After noting that hot ginger Coke sold for a premium at public events like Harbins famous winter ice sculpture festival, Walter and his team decided to get in on the act: We’re going to launch a commercialized, packaged ginger Coke product. It can taste fantastic cold and you can drink it warm! he chuckled. So we also know there’s an opportunity to take our core brands, and in an authentic way, based on preferences, try to meet the Chinese consumer half way.
Other possibilities, he said, include developing new brands which might be on e-commerce only. In a technology-obsessed country, where 900 million to one billion people now consume TV content on their phone and social media is highly influential, Walter said such new ideas are important. You’ve got to continue to try different things. We were one of the first companies to work with Tencent China’s biggest social media operator last summer, in embedding our brands in games, he noted.

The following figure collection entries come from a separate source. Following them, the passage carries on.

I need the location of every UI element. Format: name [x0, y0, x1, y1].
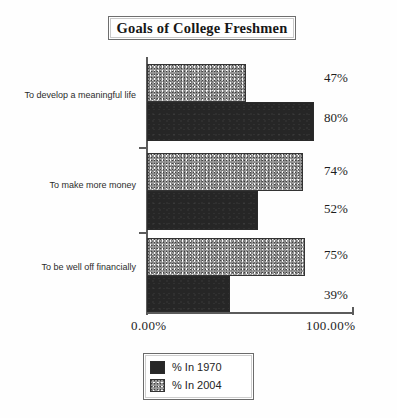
value-label-1970-meaningful-life: 80%	[324, 110, 348, 126]
value-label-2004-more-money: 74%	[324, 163, 348, 179]
value-label-2004-meaningful-life: 47%	[324, 70, 348, 86]
bar-2004-more-money	[147, 153, 303, 191]
legend-label-1970: % In 1970	[172, 361, 222, 373]
value-label-2004-well-off: 75%	[324, 247, 348, 263]
bar-1970-meaningful-life	[147, 102, 314, 141]
y-axis-tick-1	[139, 147, 147, 149]
page-title: Goals of College Freshmen	[116, 20, 287, 37]
x-axis-tick-100	[352, 307, 354, 315]
x-axis-line	[146, 312, 353, 314]
chart-title-box: Goals of College Freshmen	[108, 16, 296, 40]
legend-label-2004: % In 2004	[172, 379, 222, 391]
bar-2004-meaningful-life	[147, 64, 246, 102]
plot-area	[146, 57, 353, 312]
x-axis-label-max: 100.00%	[306, 318, 355, 334]
value-label-1970-well-off: 39%	[324, 287, 348, 303]
category-label-meaningful-life: To develop a meaningful life	[24, 90, 136, 100]
chart-image: Goals of College Freshmen To develop a m…	[0, 0, 397, 418]
category-label-well-off: To be well off financially	[42, 262, 136, 272]
legend-swatch-2004-icon	[150, 379, 165, 392]
bar-2004-well-off	[147, 238, 305, 276]
legend-swatch-1970-icon	[150, 361, 165, 374]
legend-item-1970: % In 1970	[150, 358, 247, 376]
legend-item-2004: % In 2004	[150, 376, 247, 394]
bar-1970-more-money	[147, 191, 258, 230]
bar-1970-well-off	[147, 276, 230, 312]
x-axis-label-min: 0.00%	[131, 318, 167, 334]
y-axis-tick-2	[139, 232, 147, 234]
value-label-1970-more-money: 52%	[324, 201, 348, 217]
category-label-more-money: To make more money	[49, 180, 136, 190]
chart-legend: % In 1970 % In 2004	[143, 353, 254, 400]
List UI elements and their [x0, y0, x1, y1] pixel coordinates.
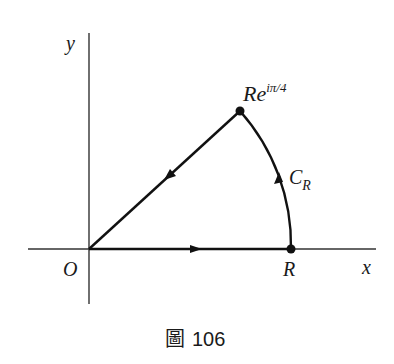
- figure-caption-char: 圖: [165, 328, 185, 350]
- figure-caption: 圖106: [165, 328, 225, 350]
- arc-label-subscript: R: [301, 178, 311, 193]
- origin-label: O: [63, 258, 77, 280]
- arc-c-r: [240, 111, 291, 249]
- arc-label: CR: [289, 166, 311, 193]
- top-point-label-base: Re: [242, 81, 266, 106]
- contour-diagram: y x O R Reiπ/4 CR 圖106: [0, 0, 394, 364]
- arrow-up-icon: [274, 172, 283, 184]
- point-top: [236, 107, 245, 116]
- segment-top-to-o: [89, 111, 240, 249]
- r-label: R: [282, 258, 295, 280]
- point-r: [287, 245, 296, 254]
- arc-label-base: C: [289, 166, 303, 188]
- x-axis-label: x: [361, 256, 371, 278]
- y-axis-label: y: [64, 32, 75, 55]
- top-point-label-exponent: iπ/4: [266, 80, 287, 95]
- arrow-right-icon: [190, 245, 202, 253]
- top-point-label: Reiπ/4: [242, 80, 287, 106]
- figure-caption-number: 106: [192, 328, 225, 350]
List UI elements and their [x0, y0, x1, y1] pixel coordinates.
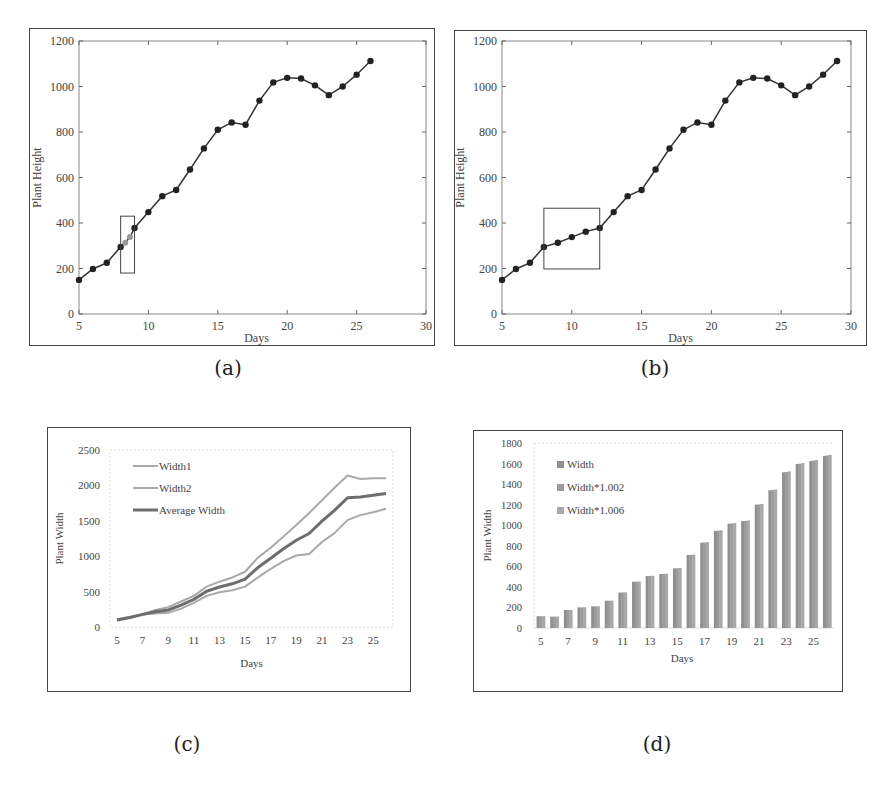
x-tick-label: 19	[726, 635, 738, 647]
data-point	[159, 193, 165, 199]
y-tick-label: 600	[506, 561, 522, 572]
bar	[758, 504, 761, 628]
data-point	[764, 75, 770, 81]
data-point	[834, 58, 840, 64]
x-tick-label: 30	[420, 319, 432, 333]
y-axis-label: Plant Width	[53, 512, 65, 565]
data-point	[666, 145, 672, 151]
data-point	[90, 266, 96, 272]
y-tick-label: 400	[479, 216, 497, 230]
legend-label: Average Width	[159, 504, 226, 516]
line-chart-plant-width: 050010001500200025005791113151719212325D…	[48, 428, 412, 693]
bar	[635, 582, 638, 628]
y-axis-label: Plant Height	[453, 147, 467, 208]
data-point	[270, 79, 276, 85]
legend-swatch	[557, 484, 564, 491]
x-tick-label: 23	[781, 635, 793, 647]
bar-chart-plant-width: 0200400600800100012001400160018005791113…	[474, 431, 844, 693]
bar	[774, 489, 777, 628]
bar	[583, 607, 586, 628]
legend-label: Width	[567, 458, 595, 470]
x-tick-label: 21	[754, 635, 765, 647]
bar	[570, 610, 573, 628]
bar	[646, 576, 649, 628]
y-tick-label: 0	[517, 623, 522, 634]
bar	[782, 472, 785, 628]
data-point	[173, 187, 179, 193]
bar	[679, 568, 682, 628]
x-axis-label: Days	[240, 657, 263, 669]
data-point	[298, 75, 304, 81]
bar	[720, 530, 723, 628]
bar	[624, 592, 627, 628]
data-point	[104, 260, 110, 266]
bar	[747, 520, 750, 628]
x-tick-label: 25	[808, 635, 820, 647]
y-axis-label: Plant Height	[30, 147, 44, 208]
bar	[564, 610, 567, 628]
interpolated-point	[127, 234, 133, 240]
legend-swatch	[557, 461, 564, 468]
caption-a: (a)	[198, 356, 258, 380]
x-tick-label: 19	[291, 634, 303, 646]
bar	[687, 555, 690, 628]
y-tick-label: 2500	[78, 444, 101, 456]
data-point	[792, 92, 798, 98]
bar	[717, 531, 720, 628]
y-tick-label: 0	[68, 307, 74, 321]
bar	[728, 524, 731, 628]
y-tick-label: 1000	[501, 520, 522, 531]
x-tick-label: 7	[140, 634, 146, 646]
legend-swatch	[557, 507, 564, 514]
legend-label: Width*1.002	[567, 481, 624, 493]
x-tick-label: 9	[165, 634, 171, 646]
data-point	[652, 166, 658, 172]
x-tick-label: 21	[316, 634, 327, 646]
data-point	[806, 83, 812, 89]
y-tick-label: 600	[56, 171, 74, 185]
data-point	[638, 187, 644, 193]
data-point	[750, 75, 756, 81]
data-point	[228, 119, 234, 125]
bar	[673, 568, 676, 628]
x-tick-label: 13	[644, 635, 656, 647]
chart-panel-c: 050010001500200025005791113151719212325D…	[47, 427, 411, 692]
caption-b: (b)	[625, 356, 685, 380]
bar	[692, 555, 695, 628]
bar	[537, 616, 540, 628]
legend-label: Width*1.006	[567, 504, 625, 516]
bar	[826, 455, 829, 628]
x-tick-label: 20	[281, 319, 293, 333]
data-point	[513, 266, 519, 272]
data-point	[778, 82, 784, 88]
data-point	[312, 82, 318, 88]
chart-panel-a: 02004006008001000120051015202530DaysPlan…	[29, 28, 435, 346]
bar	[700, 543, 703, 628]
data-point	[367, 58, 373, 64]
data-point	[187, 166, 193, 172]
data-point	[820, 71, 826, 77]
bar	[649, 576, 652, 628]
data-point	[527, 260, 533, 266]
bar	[829, 455, 832, 628]
x-tick-label: 9	[593, 635, 599, 647]
x-tick-label: 15	[672, 635, 684, 647]
x-tick-label: 25	[775, 319, 787, 333]
bar	[659, 574, 662, 628]
bar	[591, 606, 594, 628]
bar	[768, 490, 771, 628]
bar	[539, 616, 542, 628]
bar	[733, 523, 736, 628]
x-tick-label: 17	[699, 635, 711, 647]
bar	[809, 461, 812, 628]
plot-area-frame	[502, 41, 851, 314]
bar	[771, 490, 774, 628]
bar	[799, 464, 802, 628]
bar	[594, 606, 597, 628]
bar	[567, 610, 570, 628]
y-tick-label: 600	[479, 171, 497, 185]
bar	[796, 464, 799, 628]
legend-label: Width2	[159, 482, 192, 494]
bar	[550, 617, 553, 628]
data-point	[145, 209, 151, 215]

Trust Is Built in Real Leaders
More than ever, he added, the key is to trust consumers, who are now the real brand managers The greatest authentic marketers of our brands now are real people so we encourage people to post vignettes online, create an experience they can engage with their friends and family on.
And new ways of engaging with the company’s other core group of people its staff are similarly necessary, Walter suggested. The company believes that people feel connected to doing something that serves a higher purpose, noting that Coca-Cola has funded 140 charitable Hope Schools for impoverished children in rural parts of China. And, to ensure that the company remains innovative, it is also important to take a different approach to younger employees, he added saying that Coca-Cola is testing the concept of a more balanced approach to Key Performance Indicators when it comes to assessing staff in creative areas of the business.
I do think, in a large multinational, those rigid type of KPIs can be very off-putting, especially for millennials, who are wanting to be in a more creative environment, he said. We need to have a model that is much more inviting to younger, more entrepreneurial professionals so we will experiment and see how it goes.
Yet as a leader, particularly in a place like China, he added, it is important to keep the pace of change in a company realistic.
Most companies, organizations and leaders have the desire to do more than either their company can afford, or the capabilities of the organization, he said. Because you can surround yourself with a very capable leadership team, but you’ve got the people four levels down who have got to implement that strategy and its’ their motivation or capabilities [that are key]. Sometimes we do it really well sometimes, it’s like, Boss we’re way off the rails on this one, you’ve got to dial it back, he added. So Id say this idea of focus and discipline, and understanding the pace, is one of the things that I work on most.
Dean Heukamp has addressed alumni, students and business leaders around Asia over the past week, at events in Tokyo and Hong Kong, and today in Singapore.